CMP -- United Business Media

Intelligent Enterprise

Better Insight for Business Decisions

UBM
Intelligent Enterprise - Better Insight for Business Decisions
Part of the TechWeb Network
Intelligent Enterprise
search Intelligent Enterprise





July 18, 2003

Gloves Off

Larry Ellison pulls the rug out from under the ERP market

by David Stodder

And thus ended the genteel era in enterprise application software. Not five issues ago, Intelligent Enterprise hosted a civilized discussion that featured strategic executives from J.D. Edwards, Oracle, PeopleSoft, and SAP. We talked about delivering higher return on investment, creating component applications, and other mannered topics of conversation. We didn't discuss who would eat whom first.

In early June, with the market for enterprise applications still wilting, PeopleSoft made a friendly offer to buy J.D. Edwards, an event that put in motion Oracle CEO Larry Ellison's own devilish plan. "Disarming a competitor with a hostile bid is a classic corporate tactic," wrote Andrew Ross Sorkin in The New York Times (June 16). While Ellison called himself a serious man, it appeared that Oracle stood to gain, whatever his true intentions. PeopleSoft responded by brushing off Oracle's bid and sweetening its offer for J.D. Edwards. Meanwhile, with the fiscal quarter winding down, most ERP customers decided to take a seat, and wait and see what would happen.

ERP Goes BAM

And that's where things were left. As a breaking story, events will have surely run beyond my words here. The upshot, however, is pretty clear: Until some significant technology advantage comes along, the only market share gains to be had will come at the expense of competitors.

Perhaps that advantage will be business activity monitoring (BAM). I asked Stewart McKie, author of this issue's "The Big BAM," what he drew from the tumult. "Recent moves toward consolidation at the top end of the ERP market signal the beginning of the final stage of maturity," McKie said. "In the end, this consolidation might not be good news for businesses because ERP choices will have narrowed. And it's certainly not great news for the chasing pack of solution providers, who will have to overcome enormous brand power."

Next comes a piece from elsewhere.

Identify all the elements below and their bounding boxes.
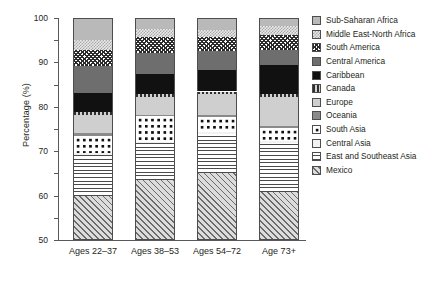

What about BAM, a significant innovation in the ERP space? "Consolidation might be good news," McKie observed. "All the major vendors recognize the value of BAM to improving ROI for existing customers and as something smart new customers desire. BAM will also grow in importance as ERP transitions from being about discrete products to loosely coupled processes that depend on both locally installed product executables and remotely accessed Web services. Then, as activities become more complex from a technology perspective and cross more boundaries from a business perspective, users of business management applications will come to wonder how they ever managed their businesses without BAM."



Rate This Article

Comments:

Optional e-mail address:

SMB: Best of Times?

No matter how the industry consolidates, "opportunity knocks" for small- to medium-sized businesses (SMBs). The reason? As our cover story describes ("The Intelligent SMB: Opportunity Knocks"), both established vendors and innovative newcomers are focused on taking given SMB imperatives — ease of use, cost-efficient infrastructure, and ability to leverage strategic data resources — and applying them upstream. For once, rather than trickle down, competitive IT advantages might nurture SMB dreams first.